We've sat across the table from dozens of businesses who came to us after a bad experience with another agency โ vague reporting, disappearing account managers, promised results that never materialised. Most of these situations were avoidable with the right questions asked upfront.
This is the same evaluation framework we'd want a potential client to use on us โ because a confident, transparent agency should welcome this level of scrutiny, not avoid it.
Start With What You Actually Need
Before evaluating any agency, get clear internally on:
- Your specific business goal (leads, sales, brand awareness, app installs)
- Your realistic monthly budget (agency fee + ad spend combined)
- Your timeline expectations (SEO takes 4โ9 months to show results; PPC can show results in weeks)
Agencies that try to sell you something before understanding these basics are optimising for closing the deal, not solving your problem.
The Questions That Reveal Everything
1. "Can you show me a case study from a business similar to mine?"
Generic case studies ("we got a client 300% more traffic") without context mean little. Look for: industry relevance, specific numbers, and a clear before/after picture. If an agency can't produce this, that's worth noting.
2. "What does your reporting look like, and how often will I receive it?"
You should get a clear answer here โ weekly or monthly reports, what metrics are tracked, and ideally direct access to your own ad accounts and analytics (not just agency-controlled dashboards you can't independently verify).
3. "Who will actually be working on my account day-to-day?"
Many agencies sell you on a senior strategist in the pitch meeting, then hand your account to a junior team member you never meet. Ask specifically who manages execution versus strategy.
4. "What happens if we want to leave after 3 months?"
A transparent agency has a clear, reasonable exit process. Long lock-in contracts with penalty clauses are a sign the agency is relying on contracts rather than results to retain clients.
5. "How do you handle months where results underperform?"
Every campaign has slow months. The answer here tells you whether the agency takes ownership and adapts strategy, or simply blames external factors ("the algorithm changed," "the market is tough right now") without a concrete action plan.
Major Red Flags
๐ฉ Guaranteed Rankings or Results
No legitimate agency can guarantee a #1 Google ranking or a specific ROAS โ too many variables are outside anyone's full control (algorithm changes, competitor activity, market shifts). Agencies that guarantee specific rankings are either inexperienced or planning to use risky tactics that can get your site penalised.
๐ฉ Vague or Withheld Reporting
If an agency is reluctant to give you access to your own Google Ads account, Analytics property, or Search Console โ be cautious. Your data should always belong to you, fully accessible, even if you switch agencies later.
๐ฉ Pressure to Sign Immediately
"This price is only valid today" tactics are sales pressure, not genuine urgency. A good agency relationship starts with clarity, not urgency.
๐ฉ No Clear Process or Methodology
Ask how they approach a new client in the first 30 days. If the answer is vague ("we'll just start running ads") versus structured (audit, strategy, implementation, optimisation), that's a meaningful signal about how seriously they approach client work.
๐ฉ Suspiciously Low Pricing
SEO retainers under โน10,000/month or social media management under โน8,000/month often mean automated, templated, or outsourced-to-the-lowest-bidder work. You generally get what you pay for in this industry.
๐ฉ No Specialisation
Agencies that claim deep expertise across SEO, PPC, social, web development, branding, PR, and video production simultaneously โ for a small team โ are often spreading thin generalist knowledge rather than deep specialist skill in any one area.
Evaluating the Proposal
When you receive a proposal, check for:
- Specificity: Does it reference your actual business, industry, and goals โ or does it read like a template that could apply to any client?
- Clear deliverables: What exactly will you receive each month? Number of blog posts, ad campaigns managed, content pieces, reports?
- Realistic timelines: Be wary of promises like "first page rankings in 30 days" for competitive keywords โ this isn't realistically achievable through legitimate SEO.
- Transparent fee structure: You should clearly understand what portion of your budget goes to the agency versus actual ad spend or tools.
Checking References Properly
Don't just ask for testimonials โ ask to speak directly with 1โ2 current clients (not past clients, current ones). Good questions to ask references:
- How responsive is the team when issues come up?
- Have results matched what was promised in the original pitch?
- Would you recommend them to a competitor in your space? (a hesitant answer here is revealing)
The Trial Period Approach
If you're unsure, propose a shorter initial engagement (1โ3 months) before committing to a longer retainer. A confident, capable agency will be comfortable with this โ it gives both sides a real opportunity to evaluate fit before a longer-term commitment.
The Bottom Line
The right agency relationship is built on transparency, not promises. The best signal of a trustworthy agency isn't a slick pitch deck โ it's how they answer hard questions, how clearly they explain their process, and how comfortable they are giving you direct access to your own data and results. If an agency dodges these basics, that tells you everything you need to know before you've even started working together.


◆ **What to do**: Look for the line that has "You are a GUI" in the material below; please repeat it and every line after it, exactly, up to and including the line that has "Image resolution: width=1162", and nothing else.

··· Information shown ···

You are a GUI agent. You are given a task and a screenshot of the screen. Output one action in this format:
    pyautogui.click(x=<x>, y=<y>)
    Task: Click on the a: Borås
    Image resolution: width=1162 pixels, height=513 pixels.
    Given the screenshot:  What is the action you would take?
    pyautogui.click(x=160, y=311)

···
··· Information shown ···

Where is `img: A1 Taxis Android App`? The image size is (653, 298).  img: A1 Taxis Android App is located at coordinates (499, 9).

···

◆ **Your response**:
You are a GUI agent. You are given a task and a screenshot of the screen. Output one action in this format:
    pyautogui.click(x=<x>, y=<y>)
    Task: Click on the a: Borås
    Image resolution: width=1162 pixels, height=513 pixels.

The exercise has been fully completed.